Alex Petropavlovsky
Alex Petropavlovsky

Reputation: 590

.NET DbGeography.Intersects works incorrectly for a polygon which intersects with two opposite hemispheres

Say, we have the polygon which covers a Russia territory (by google maps geocoding):

POLYGON ((19.64053 41.18535, -169.0465 41.18535, -169.0465 81.85812, 19.64053 81.85812, 19.64053 41.18535))

This polygon is intersected with the Northern hemisphere and two opposite hemispheres: the Eastern and the Western.

Let's take a point somewhere in Siberia:

POINT (93.3252301 56.1171069)

And check what Siberia still stays in Russia:

var russia = DbGeography.FromText("POLYGON ((19.64053 41.18535, -169.0465 41.18535, -169.0465 81.85812, 19.64053 81.85812, 19.64053 41.18535))", 4326);
var point = DbGeography.FromText("POINT (93.3252301 56.1171069)", 4326);
var isSiberiaInRussia = russia.Intersects(point); 
// isSiberiaInRussia equals false, and it's wrong.

Let's take a polygon which is intersected only with the Northern and the Eastern hemispheres. Let it be Moscow:

POLYGON ((37.31933 55.48993, 37.94566 55.48993, 37.94566 56.00966, 37.31933 56.00966, 37.31933 55.48993))

And take someone who lays in there:

POINT (37.622504899999967 55.753602)

Let's check it:

var moscow = DbGeography.FromText("POLYGON ((37.31933 55.48993, 37.94566 55.48993, 37.94566 56.00966, 37.31933 56.00966, 37.31933 55.48993))", 4326);
var lenin = DbGeography.FromText("POINT (37.622504899999967 55.753602)", 4326);
var isLeninLaysInMoscow = moscow.Intersects(lenin);
// He's still there...

So, is there any way to make geographical hit test which satisfy following criterias:

  1. Be LINQ compatible
  2. Be EF Code First compatible

Upvotes: 1

Views: 1015

Answers (1)

root
root

Reputation: 2357

The problem you're having is because of the curvature of the Earth. Polygon you have for Russia is a very big rectangle with only 4 points. The line representing the southern edge is curved north so much that it goes above (to the north from) "Siberia".

You will need to add more points to the "Russia" polygon for this to work or use Geometry instead of Geography. With Geometry though you will have to split the polygon into 2 so that it doesn't cross the -180 meridian.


** Exercise objective **
Scan the records for lines with the word "title", and copy every such line.
* * * * *
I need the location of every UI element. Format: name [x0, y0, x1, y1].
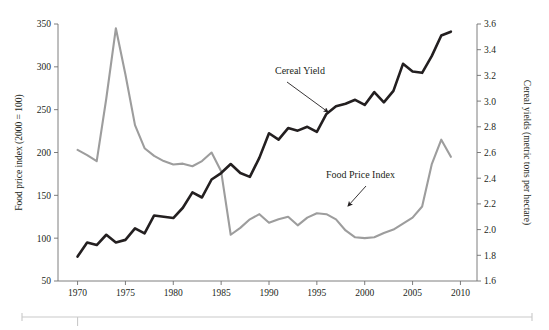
right-axis-tick-label: 3.2 [484, 71, 496, 81]
right-axis-title: Cereal yields (metric tons per hectare) [521, 80, 532, 225]
right-axis-tick-label: 2.4 [484, 174, 496, 184]
chart-canvas: 50100150200250300350Food price index (20… [0, 0, 549, 330]
left-axis-tick-label: 250 [37, 105, 52, 115]
food-price-index-annotation-arrow [348, 186, 366, 206]
left-axis-tick-label: 300 [37, 62, 52, 72]
annotations-group: Cereal YieldFood Price Index [275, 65, 395, 206]
food-price-index-annotation-label: Food Price Index [326, 169, 395, 180]
chart-figure: 50100150200250300350Food price index (20… [0, 0, 549, 330]
series-group [78, 28, 451, 256]
right-axis-tick-label: 2.6 [484, 148, 496, 158]
cereal-yield-annotation-label: Cereal Yield [275, 65, 325, 76]
x-axis-tick-label: 1980 [164, 288, 183, 298]
left-axis-tick-label: 150 [37, 191, 52, 201]
right-axis: 1.61.82.02.22.42.62.83.03.23.43.6Cereal … [477, 19, 532, 286]
right-axis-tick-label: 3.0 [484, 97, 496, 107]
x-axis-tick-label: 1995 [307, 288, 326, 298]
left-axis-tick-label: 200 [37, 148, 52, 158]
series-line-cereal-yield [78, 32, 451, 257]
cereal-yield-annotation-arrow [287, 82, 328, 112]
bottom-ruler [22, 313, 532, 326]
x-axis-tick-label: 1975 [116, 288, 135, 298]
right-axis-tick-label: 3.4 [484, 45, 496, 55]
right-axis-tick-label: 3.6 [484, 19, 496, 29]
series-line-food-price-index [78, 28, 451, 238]
x-axis: 197019751980198519901995200020052010 [58, 281, 477, 298]
left-axis-tick-label: 50 [42, 276, 52, 286]
left-axis: 50100150200250300350Food price index (20… [14, 19, 58, 286]
x-axis-tick-label: 1985 [212, 288, 231, 298]
x-axis-tick-label: 1990 [260, 288, 279, 298]
x-axis-tick-label: 2005 [403, 288, 422, 298]
x-axis-tick-label: 1970 [68, 288, 87, 298]
right-axis-tick-label: 1.8 [484, 251, 496, 261]
x-axis-tick-label: 2000 [355, 288, 374, 298]
x-axis-tick-label: 2010 [451, 288, 470, 298]
left-axis-title: Food price index (2000 = 100) [14, 94, 25, 210]
right-axis-tick-label: 2.0 [484, 225, 496, 235]
left-axis-tick-label: 100 [37, 234, 52, 244]
right-axis-tick-label: 2.8 [484, 122, 496, 132]
right-axis-tick-label: 2.2 [484, 199, 496, 209]
right-axis-tick-label: 1.6 [484, 276, 496, 286]
left-axis-tick-label: 350 [37, 19, 52, 29]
* * * * *
** Your response **
right-axis-title: Cereal yields (metric tons per hectare) [521, 80, 532, 225]
left-axis-title: Food price index (2000 = 100) [14, 94, 25, 210]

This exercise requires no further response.